Neurobehavioral Factors Associated with Referral for Learning Problems in a Community Sample

Evidence for an Adaptational Model for Learning Disorders

Deborah P. Waber

Department of Psychiatry at Children's Hospital, Department of Psychiatry, Harvard Medical School, deborah.waber{at}tch.harvard.edu

Michael D. Weiler

Cranston, Rhode Island Public Schools and instructor in psychology in the Department of Psychiatry, Harvard Medical School

Peter W. Forbes

Clinical Research Program at Children's Hospital, Boston

Jane H. Bernstein

Neuropsychology Program at Children's Hospital, Department of Psychiatry, Harvard Medical School

David C. Bellinger

Department of Neurology at Harvard Medical School

Leonard Rappaport

Developmental Medicine Center and associate chief of the Division of General Pediatrics, Children's Hospital, Harvard Medical School

We evaluated community general education (CGE; n = 178), community special education (CSE; n = 30) and hospital-referred (HR, n = 145) children (ages 7-6 to 11-11) prospectively over a 2-year period.
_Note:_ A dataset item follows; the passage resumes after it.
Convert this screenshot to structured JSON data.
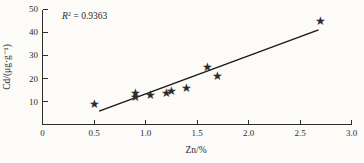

During this period, 17 CGE children were referred for evaluation (community referred; CR). Prior to referral, CR children performed more poorly than community-nonreferred (CNR) children on cognitive ability, academic achievement, attention problems, and information processing. CR group performance was equivalent to that of CSE and HR groups, but HR children showed poorer academic achievement. Referred children performed more poorly on all measures than nonreferred, whether they met formal diagnostic criteria for a learning disorder or not. Learning disorders may be better conceptualized as a context-dependent problem of functional adaptation than as a disability analogous to physical disabilities, raising questions about the validity of using psychometric test scores as the criterion for identification.